By Yoav Noy, Partner |
For those who haven’t noticed, at the beginning of each year, the National Insurance updates the average wage in the economy. This figure serves as an indicator for changes in wage levels in the economy and as a basis for various payments associated with it, including taxes, income tests, and the calculation of certain allowances and grants, as well as determining the salary of foreign workers employed in Israel. At the top of the wage pyramid are foreign experts, who, according to regulations, have a minimum base salary calculated as a multiple of the average wage in the economy for periods of over 90 days. The rationale behind the government’s decision was to ensure that these workers do not come at the expense of the employment opportunities of Israelis seeking jobs, and to prevent the country from relying on cheap labor. According to data from the Population and Immigration Authority, the number of foreign experts employed in Israel stood at less than 7,000 in 2023, out of approximately 123,000 legal foreign workers, constituting less than 6% of all foreign workers.
On top of the mentioned base salary, unique salary expenses for foreign workers must be added, which are not present in the case of an Israeli worker. These include housing, health insurance, flights, as well as all social rights that an Israeli worker is entitled to, such as overtime, pension, vacation, sick leave, travel expenses, and more. This constitutes a minimum addition of 50% to the base salary and sometimes even more.
For those unfamiliar with the details, foreign experts are essentially all those foreign workers employed in Israel who do not fall into one of the following categories: nursing, construction, agriculture, industry, and unique technology. Therefore, the category of experts encompasses a very wide range of professionals with varying salary levels.
Due to the pandemic and in order to prevent distortions resulting from the dismissal of hundreds of thousands of low-wage workers, the average wage in the economy was artificially frozen in 2021-2022. In early 2023, the wage was updated by 12.5%, and in 2024 by an additional 5.5%. The implication for employers of foreign experts was that while in December 2022 they were required to pay a minimum salary of 20,526 shekels to a foreign employee, today in January 2024, the same employer is required to pay a minimum salary of 24,758 shekels. This is a minimal addition of 4,232 shekels, to which must be added the social rights derived as a percentage of the salary, as well as the unique supplements for foreign workers, which have also increased. All this leads to the fact that the cost of hiring a specialist technician is not lower than that of hiring an engineer with 5 years of experience in a high-tech company.
As a result of the variability between professionals at different salary levels within the expert categories, and in the absence of almost any intermediate categories including the “blue-collar” professions, problems arise that should be addressed seriously. For example, a researcher in a biotechnology company, a manager, or a senior engineer coming to support the subsidiary company in Israel, their salary is likely already high, so the minimum threshold, even after the increases in the past two years, is not a barrier. However, a significant portion of foreign experts coming to work in Israel are not senior managers but rather technicians, engineers, consultants, mid-level engineers, and so on, whose salary in their home country is significantly lower than the mentioned threshold. The presence of these experts in Israel is essential and cannot be replaced in the local market. These experts have the necessary training, qualifications, and experience required to perform their roles. Without them, no turbine at a power station will start providing electricity commercially, no light rail will begin transporting passengers, and no machine participating in the semiconductor manufacturing process will operate.
In the current situation, employers are forced to raise the salaries of these “experts” by tens of percentage points at best and by hundreds of percentage points in cases where they are experts from countries where wages are very low. For example, an engineer working in India, talented and knowledgeable as he may be, earns less than half the minimum salary of a foreign expert in Israel.
Raising the salary, which indeed serves as a filter so that only those truly needed for work in Israel will come here, ultimately leads to an increase in the burden on the end consumer, whose electricity bill will rise, and whose monthly income has not increased by a rate of about 20% in the past two years, but much less than that, if at all. This assumes that the employer can afford to pay such a high salary to that technician, which may lead to delays or halts in projects and harm the economic growth due to the lack of suitable human resources.
All of these factors cannot ignore the negative global sentiment, especially in this challenging period of struggle, which increases the concern and reluctance of foreign workers to come to work in Israel.
Since it seems that Israel will not establish an extensive vocational training school system anytime soon, including a system of professional certifications at an international level, a move that will require many resources and will take many years from the moment it is decided, it seems that the proper solution is to expand the categories of “blue-collar” jobs and to set a salary threshold equivalent to that paid to an Israeli worker. Such a move will not significantly increase the number of foreign workers and will not result in the usurpation of jobs from Israelis, as it still involves significant salary costs that do not exist in the case of hiring an Israeli worker. On the other hand, it will allow those who need to bring foreign experts in intermediate categories to bring them to Israel, to complete projects on time without burdening Mrs. Cohen from Hadera.
*The writer is a partner at the law firm Kan-Tor & Acco, specializing in the employment of foreign experts and workers to Israel and worldwide.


What the task asks:
Copy out the full listing below as it stands, with its pictures left behind.

Records to process:
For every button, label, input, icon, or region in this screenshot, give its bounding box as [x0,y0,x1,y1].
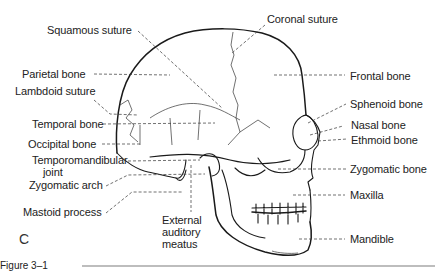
leader-lambdoid [94,100,138,115]
label-zygomatic-arch: Zygomatic arch [29,179,103,191]
leader-sphenoid [308,104,346,123]
label-squamous-suture: Squamous suture [47,24,132,36]
skull-diagram: Squamous suture Coronal suture Parietal … [0,0,435,271]
coronoid [235,168,265,176]
squamous-suture-line [150,103,240,120]
label-mastoid-process: Mastoid process [23,206,102,218]
label-coronal-suture: Coronal suture [267,13,338,25]
artist-signature [272,251,298,253]
coronal-suture-line [231,32,240,132]
lambdoid-suture-line [120,100,138,142]
leader-nasal [310,126,343,135]
label-occipital-bone: Occipital bone [28,138,96,150]
label-ethmoid-bone: Ethmoid bone [351,134,418,146]
label-external-auditory-meatus-line2: auditory [162,226,200,238]
zygomatic-arch [150,154,290,163]
temporal-sutures [140,110,270,145]
label-temporomandibular-joint-line1: Temporomandibular [32,154,128,166]
bite-line [252,211,306,213]
label-temporal-bone: Temporal bone [32,118,103,130]
label-external-auditory-meatus-line1: External [162,214,202,226]
label-frontal-bone: Frontal bone [350,70,411,82]
label-mandible: Mandible [350,233,394,245]
leader-squamous [138,31,222,108]
leader-mastoid [106,192,183,213]
leader-parietal [94,74,170,75]
label-external-auditory-meatus-line3: meatus [162,238,197,250]
nasal-outline [306,115,320,190]
leader-temporal [103,123,215,124]
label-temporomandibular-joint-line2: joint [43,166,63,178]
label-zygomatic-bone: Zygomatic bone [350,163,427,175]
cranium-outline [116,29,306,153]
lower-teeth [258,214,298,224]
leader-ethmoid [318,139,347,141]
figure-caption: Figure 3–1 [0,260,48,271]
leader-tmj [128,160,200,161]
label-lambdoid-suture: Lambdoid suture [15,85,95,97]
ramus-outline [222,170,265,238]
label-parietal-bone: Parietal bone [22,68,86,80]
leader-zygomatic-arch [106,174,205,186]
label-nasal-bone: Nasal bone [351,119,406,131]
label-sphenoid-bone: Sphenoid bone [350,98,423,110]
mastoid [176,170,186,180]
panel-letter: C [19,231,29,247]
label-maxilla: Maxilla [350,189,384,201]
caption-rule [82,265,435,267]
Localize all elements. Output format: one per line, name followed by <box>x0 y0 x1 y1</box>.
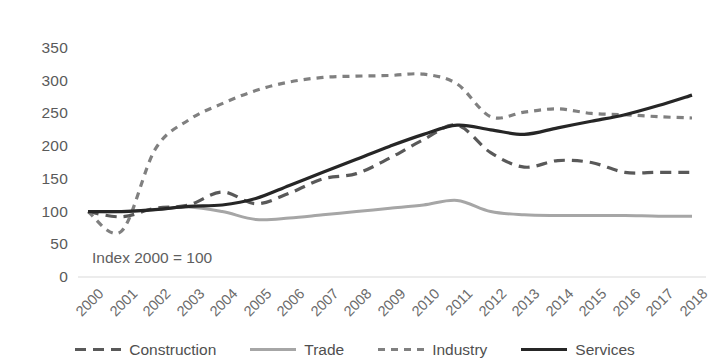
line-chart: 350300250200150100500 200020012002200320… <box>0 0 710 361</box>
legend-label-construction: Construction <box>129 342 216 358</box>
legend-swatch-construction-icon <box>75 348 121 351</box>
legend-swatch-industry-icon <box>378 348 424 351</box>
legend-item-industry[interactable]: Industry <box>378 342 487 358</box>
legend-item-trade[interactable]: Trade <box>250 342 344 358</box>
series-line-construction <box>88 125 692 217</box>
legend-swatch-trade-icon <box>250 348 296 351</box>
series-line-trade <box>88 200 692 220</box>
plot-area <box>0 0 710 361</box>
chart-legend: Construction Trade Industry Services <box>0 342 710 358</box>
index-base-annotation: Index 2000 = 100 <box>92 250 212 266</box>
legend-label-services: Services <box>575 342 634 358</box>
legend-swatch-services-icon <box>521 348 567 351</box>
legend-label-industry: Industry <box>432 342 487 358</box>
legend-item-construction[interactable]: Construction <box>75 342 216 358</box>
legend-item-services[interactable]: Services <box>521 342 634 358</box>
legend-label-trade: Trade <box>304 342 344 358</box>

Exercise solution:
For every button, label, input, icon, or region in this screenshot, give its bounding box as [x0,y0,x1,y1].
leader-lambdoid [94,100,138,115]
label-zygomatic-arch: Zygomatic arch [29,179,103,191]
leader-sphenoid [308,104,346,123]
label-squamous-suture: Squamous suture [47,24,132,36]
skull-diagram: Squamous suture Coronal suture Parietal … [0,0,435,271]
coronoid [235,168,265,176]
squamous-suture-line [150,103,240,120]
label-mastoid-process: Mastoid process [23,206,102,218]
label-coronal-suture: Coronal suture [267,13,338,25]
artist-signature [272,251,298,253]
coronal-suture-line [231,32,240,132]
lambdoid-suture-line [120,100,138,142]
leader-nasal [310,126,343,135]
label-occipital-bone: Occipital bone [28,138,96,150]
label-ethmoid-bone: Ethmoid bone [351,134,418,146]
label-external-auditory-meatus-line2: auditory [162,226,200,238]
zygomatic-arch [150,154,290,163]
temporal-sutures [140,110,270,145]
label-temporomandibular-joint-line1: Temporomandibular [32,154,128,166]
bite-line [252,211,306,213]
label-temporal-bone: Temporal bone [32,118,103,130]
label-external-auditory-meatus-line1: External [162,214,202,226]
label-frontal-bone: Frontal bone [350,70,411,82]
label-mandible: Mandible [350,233,394,245]
leader-squamous [138,31,222,108]
leader-mastoid [106,192,183,213]
leader-parietal [94,74,170,75]
label-external-auditory-meatus-line3: meatus [162,238,197,250]
nasal-outline [306,115,320,190]
leader-temporal [103,123,215,124]
label-temporomandibular-joint-line2: joint [43,166,63,178]
label-zygomatic-bone: Zygomatic bone [350,163,427,175]
cranium-outline [116,29,306,153]
lower-teeth [258,214,298,224]
leader-ethmoid [318,139,347,141]
figure-caption: Figure 3–1 [0,260,48,271]
leader-tmj [128,160,200,161]
label-lambdoid-suture: Lambdoid suture [15,85,95,97]
ramus-outline [222,170,265,238]
label-parietal-bone: Parietal bone [22,68,86,80]
leader-zygomatic-arch [106,174,205,186]
label-nasal-bone: Nasal bone [351,119,406,131]
label-sphenoid-bone: Sphenoid bone [350,98,423,110]
mastoid [176,170,186,180]
panel-letter: C [19,231,29,247]
label-maxilla: Maxilla [350,189,384,201]
caption-rule [82,265,435,267]
Localize all elements. Output format: one per line, name followed by <box>x0 y0 x1 y1</box>.
line-chart: 350300250200150100500 200020012002200320… <box>0 0 710 361</box>
legend-label-construction: Construction <box>129 342 216 358</box>
legend-swatch-construction-icon <box>75 348 121 351</box>
legend-swatch-industry-icon <box>378 348 424 351</box>
legend-item-industry[interactable]: Industry <box>378 342 487 358</box>
legend-item-trade[interactable]: Trade <box>250 342 344 358</box>
series-line-construction <box>88 125 692 217</box>
legend-swatch-trade-icon <box>250 348 296 351</box>
series-line-trade <box>88 200 692 220</box>
plot-area <box>0 0 710 361</box>
chart-legend: Construction Trade Industry Services <box>0 342 710 358</box>
index-base-annotation: Index 2000 = 100 <box>92 250 212 266</box>
legend-label-services: Services <box>575 342 634 358</box>
legend-swatch-services-icon <box>521 348 567 351</box>
legend-label-industry: Industry <box>432 342 487 358</box>
legend-item-construction[interactable]: Construction <box>75 342 216 358</box>
legend-item-services[interactable]: Services <box>521 342 634 358</box>
legend-label-trade: Trade <box>304 342 344 358</box>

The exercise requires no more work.